At first Elder Smith and I lived behind a small chapel the elders had converted from a disused commercial property next to a fish and chips shop. Our shower bath winter and summer was outside in the rear, hidden from spectators. You really had to get up a sweat to stand showering in the cold water in cool months.
Srs. Maud & Sarah Grotique
Kimberley
About 1929


Later President Dalton decided to forego rent of the hall, because the landlady raised the rent. We met in homes with not too many stalwarts attending. Sister Sarah M. Z. Grotique and her daughter were stalwarts. The older Sister Grotique did not have any teeth and was about 65, and on relief. She worked hard doing beautiful sewing, shirts and so on. She was a marvelous cook and very generous to us elders who also tried to look out for her. Her daughter was retarded some, but was a beautiful singer.

We used to patronize the town market buying watermelons and citrus fruit rather cheaply from farmers.

We also would drive to Bloemfontein (B) occasionally and meet with the branch which had no elders working there. There were no paved roads outside downtown and it was a fairly rugged trip by motorcycle. After serving in Kimberley about six months as district president, with Elder Kenneth Sutherland as my companion, I was released to go home in late December, 1931.

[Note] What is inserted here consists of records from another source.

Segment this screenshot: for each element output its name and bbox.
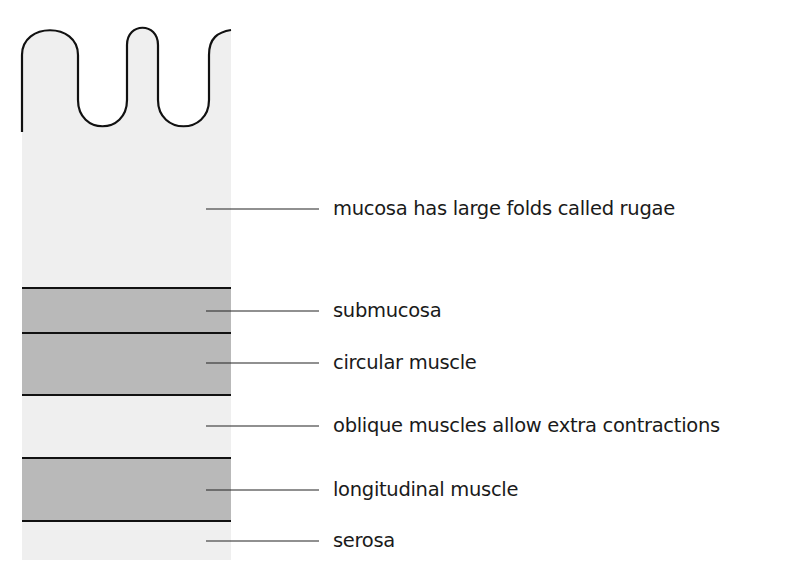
serosa-region	[22, 521, 231, 560]
label-serosa: serosa	[333, 531, 395, 551]
longitudinal-muscle-region	[22, 458, 231, 521]
label-longitudinal-muscle: longitudinal muscle	[333, 480, 518, 500]
label-oblique-muscles: oblique muscles allow extra contractions	[333, 416, 720, 436]
oblique-muscles-region	[22, 395, 231, 458]
circular-muscle-region	[22, 333, 231, 395]
label-mucosa: mucosa has large folds called rugae	[333, 199, 675, 219]
label-submucosa: submucosa	[333, 301, 441, 321]
label-circular-muscle: circular muscle	[333, 353, 477, 373]
submucosa-region	[22, 288, 231, 333]
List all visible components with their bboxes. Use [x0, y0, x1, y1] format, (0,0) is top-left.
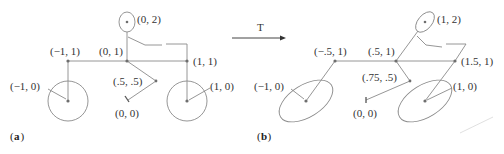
- label-right-wheel: (1, 0): [210, 80, 234, 93]
- label-left-wheel: (−1, 0): [254, 80, 284, 93]
- label-head: (1, 2): [437, 13, 461, 26]
- leader-left-wheel: [291, 89, 304, 99]
- rider-arm: [417, 36, 442, 47]
- point-right-top: [185, 59, 188, 62]
- label-right-top: (1, 1): [193, 55, 217, 68]
- panel-b: (1, 2) (−.5, 1) (.5, 1) (1.5, 1) (.75, .…: [254, 8, 493, 143]
- panel-a: (0, 2) (−1, 1) (0, 1) (1, 1) (.5, .5) (−…: [10, 12, 234, 143]
- point-center-top: [394, 59, 397, 62]
- label-center-top: (0, 1): [99, 45, 123, 58]
- point-left-wheel: [66, 99, 69, 102]
- rider-arm: [128, 37, 162, 45]
- caption-a: a: [14, 130, 20, 142]
- transform-label: T: [257, 21, 264, 33]
- point-pedal: [155, 80, 158, 83]
- head-point: [424, 21, 427, 24]
- bicycle-shear-diagram: (0, 2) (−1, 1) (0, 1) (1, 1) (.5, .5) (−…: [0, 0, 504, 154]
- label-origin: (0, 0): [115, 107, 139, 120]
- rider-body: [396, 31, 418, 61]
- svg-text:): ): [21, 130, 25, 143]
- head-point: [126, 21, 129, 24]
- leader-left-wheel: [48, 89, 66, 99]
- front-fork: [425, 61, 455, 101]
- label-left-top: (−.5, 1): [314, 45, 347, 58]
- label-right-wheel: (1, 0): [453, 80, 477, 93]
- transform-arrow: T: [232, 21, 286, 41]
- point-left-top: [333, 59, 336, 62]
- point-pedal: [409, 80, 412, 83]
- label-right-top: (1.5, 1): [461, 55, 493, 68]
- point-left-wheel: [304, 99, 307, 102]
- handlebar: [166, 44, 187, 61]
- scan-artifact: [460, 117, 493, 133]
- label-center-top: (.5, 1): [368, 45, 395, 58]
- label-origin: (0, 0): [353, 107, 377, 120]
- point-right-top: [453, 59, 456, 62]
- point-right-wheel: [185, 99, 188, 102]
- caption-b: b: [261, 130, 267, 142]
- label-head: (0, 2): [137, 13, 161, 26]
- point-origin: [125, 96, 129, 102]
- label-left-top: (−1, 1): [50, 45, 80, 58]
- arrow-head-icon: [280, 36, 286, 41]
- label-left-wheel: (−1, 0): [10, 80, 40, 93]
- point-center-top: [125, 59, 128, 62]
- point-right-wheel: [423, 99, 426, 102]
- label-pedal: (.75, .5): [362, 71, 397, 84]
- svg-text:): ): [268, 130, 272, 143]
- point-left-top: [66, 59, 69, 62]
- rear-fork: [306, 61, 335, 101]
- label-pedal: (.5, .5): [113, 75, 143, 88]
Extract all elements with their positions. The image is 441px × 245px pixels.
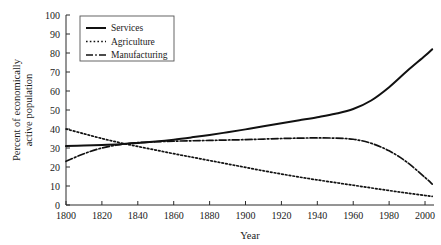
y-tick-label: 40 — [50, 124, 60, 135]
x-axis-ticks: 1800182018401860188019001920194019601980… — [56, 201, 435, 221]
y-tick-label: 80 — [50, 48, 60, 59]
x-axis-title: Year — [240, 230, 260, 241]
x-tick-label: 1840 — [128, 210, 148, 221]
y-tick-label: 90 — [50, 29, 60, 40]
x-tick-label: 2000 — [415, 210, 435, 221]
x-tick-label: 1860 — [164, 210, 184, 221]
y-tick-label: 20 — [50, 162, 60, 173]
y-tick-label: 60 — [50, 86, 60, 97]
chart-legend: ServicesAgricultureManufacturing — [80, 16, 174, 61]
y-axis-title-line1: Percent of economically — [11, 58, 22, 161]
x-tick-label: 1980 — [379, 210, 399, 221]
y-axis-title-line2: active population — [23, 73, 34, 146]
series-line-services — [66, 49, 432, 146]
series-line-manufacturing — [66, 138, 432, 184]
y-tick-label: 100 — [45, 10, 60, 21]
x-tick-label: 1900 — [236, 210, 256, 221]
y-tick-label: 70 — [50, 67, 60, 78]
y-tick-label: 50 — [50, 105, 60, 116]
x-tick-label: 1800 — [56, 210, 76, 221]
legend-label-manufacturing: Manufacturing — [111, 50, 168, 60]
chart-container: 0102030405060708090100 18001820184018601… — [0, 0, 441, 245]
x-tick-label: 1880 — [200, 210, 220, 221]
line-chart: 0102030405060708090100 18001820184018601… — [0, 0, 441, 245]
y-tick-label: 0 — [55, 200, 60, 211]
data-series-group — [66, 49, 432, 196]
x-tick-label: 1960 — [343, 210, 363, 221]
x-tick-label: 1820 — [92, 210, 112, 221]
y-tick-label: 10 — [50, 181, 60, 192]
x-tick-label: 1940 — [307, 210, 327, 221]
legend-label-agriculture: Agriculture — [111, 37, 155, 47]
legend-label-services: Services — [111, 23, 143, 33]
x-tick-label: 1920 — [271, 210, 291, 221]
y-tick-label: 30 — [50, 143, 60, 154]
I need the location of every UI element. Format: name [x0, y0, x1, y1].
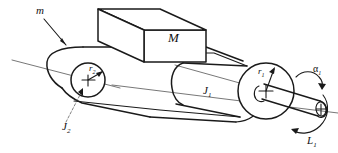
belt-mass-leader — [44, 19, 66, 45]
driven-pulley-inertia-label: J2 — [62, 120, 71, 135]
diagram-canvas: m M J1 J2 r1 r2 α1 L1 — [0, 0, 338, 153]
angular-acceleration-arc — [296, 72, 326, 90]
applied-torque-label: L1 — [306, 134, 317, 149]
inertia-J2-leader — [66, 88, 83, 122]
angular-acceleration-label: α1 — [313, 63, 321, 76]
block-mass-label: M — [167, 30, 180, 45]
belt-mass-label: m — [36, 4, 44, 16]
driver-pulley-J1 — [171, 63, 294, 119]
mechanical-diagram: m M J1 J2 r1 r2 α1 L1 — [0, 0, 338, 153]
torque-arc — [291, 95, 328, 134]
block-M — [98, 9, 206, 62]
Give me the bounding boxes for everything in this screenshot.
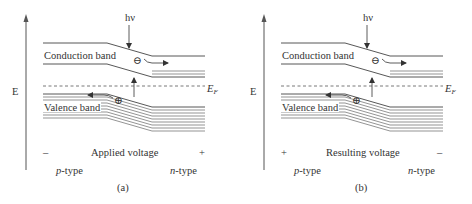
conduction-band-bottom-edge xyxy=(43,64,205,77)
panel-caption: (b) xyxy=(355,182,368,194)
fermi-level-label: EF xyxy=(444,83,456,96)
electron-symbol: ⊖ xyxy=(133,55,142,66)
axis-arrowhead-icon xyxy=(262,14,267,22)
conduction-band-label: Conduction band xyxy=(282,50,355,61)
right-polarity-sign: + xyxy=(199,147,205,158)
panel-caption: (a) xyxy=(117,182,129,194)
axis-arrowhead-icon xyxy=(24,14,29,22)
conduction-band-label: Conduction band xyxy=(44,50,117,61)
left-polarity-sign: + xyxy=(281,147,287,158)
conduction-band-bottom-edge xyxy=(281,64,443,77)
left-polarity-sign: – xyxy=(42,147,49,158)
electron-drift-arrow-icon xyxy=(382,59,406,63)
pn-junction-band-diagram: E Conduction band hν ⊖ EF Valence band ⊕ xyxy=(0,0,472,204)
hole-symbol: ⊕ xyxy=(352,95,361,106)
voltage-label: Applied voltage xyxy=(91,147,159,158)
valence-band-label: Valence band xyxy=(44,102,101,113)
photon-label: hν xyxy=(363,12,373,23)
panel-b: E Conduction band hν ⊖ EF Valence band ⊕… xyxy=(250,12,456,194)
energy-axis-label: E xyxy=(12,86,18,97)
p-type-label: p-type xyxy=(293,165,321,176)
electron-symbol: ⊖ xyxy=(371,55,380,66)
electron-drift-arrow-icon xyxy=(144,59,168,63)
p-type-label: p-type xyxy=(55,165,83,176)
n-type-label: n-type xyxy=(170,165,197,176)
panel-a: E Conduction band hν ⊖ EF Valence band ⊕ xyxy=(12,12,218,194)
right-polarity-sign: – xyxy=(436,147,443,158)
n-type-label: n-type xyxy=(408,165,435,176)
hole-symbol: ⊕ xyxy=(114,95,123,106)
valence-band-label: Valence band xyxy=(282,102,339,113)
voltage-label: Resulting voltage xyxy=(326,147,400,158)
fermi-level-label: EF xyxy=(206,83,218,96)
energy-axis-label: E xyxy=(250,86,256,97)
photon-label: hν xyxy=(125,12,135,23)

10: Motorcycle Missionaries

For part of Fawz's mission (as we descendants call him), he rode a motorcycle.  He left a few pictures, most unmarked.

Motorcycle Missionaries:
Elders Herman J. Smith
& A. Kay Berry
In the rear are Mission Prest. Don Mack Dalton; Sr. Geneve J. Dalton, Prest. of Mission Relief Societies; Elder Vern D. Greene, Mission Secretary; Elder Ray William Ellsworth, Cape District President; Gerald Dalton & the domestic staff.

These photos are unmarked:
Probably Elders Kay Berry and Herman Smith




I'd like to know what these silly guys are doing.  One has long pants, one has short pants, and they are holding pants??

09: DeBeers Tennis Club and Baptisms

Unmarked photo, but probably the tennis club (however, these appear to be different people than those in the pictures below).

Elder Smith and I were members of the DeBeers Mines Consolidated Tennis Club. Other members were largely skilled craftsmen who directed native laborers. We would play a set or two of tennis as soon as it was daylight and then jog back to our room, shower, and do the missionary work. We had a primus stove which burned kerosene (called paraffin there) under pressure, for cooking and a small portable kerosene burning heating stove for cold weather. We tracted Kimberley rather thoroughly. My only convert there was Bill Massey, mechanic who worked on our motorcycle. A British Matchless.

Bill was attracted by our Word of Wisdom. He first met us by attending a meeting in the Town Hall addressed by President Dalton and by Elder Smith and me. We also baptized a Rousseau family. When we went to the Alexanders-fontein resort actually in their winter time to baptize them, the water was cold in the deserted swimming pool. Elder Smith, who was only about 5'6" tall, was to baptized Brother Rousseau who was a big rawboned Boer who had never learned to swim. When he had said the prayer, Elder Smith tried unsuccessfully to pull Brother Rousseau backward into the water. He even tried to trip him without success. I got down in and let Elder Smith duck me to show how easy it was and finally Brother Rousseau was baptized properly. Sister Rousseau was baptized by me without incident, and some children.

Herman Smith third from left; Clarence, far right.

While a member of the tennis club I won the men’s singles handicap title and was a semifinalist in the men’s doubles handicap. In the former match which lasted about two hours in hot weather, I as a novice, was entitled to 30 points of each game and 40 points (of only 50) in each sixth game. The other finalist was a man by the name of Marsteller who was a blacksmith in the mines (he had soft hands since the Negroes performed the actual labor). Marsteller had match point against me three times but I was able to outsteady him. He was sending everything to my backhand and my backhand was pretty consistent.

The following photographs are all unmarked, but some of the people are the same as those from the tennis picture, above.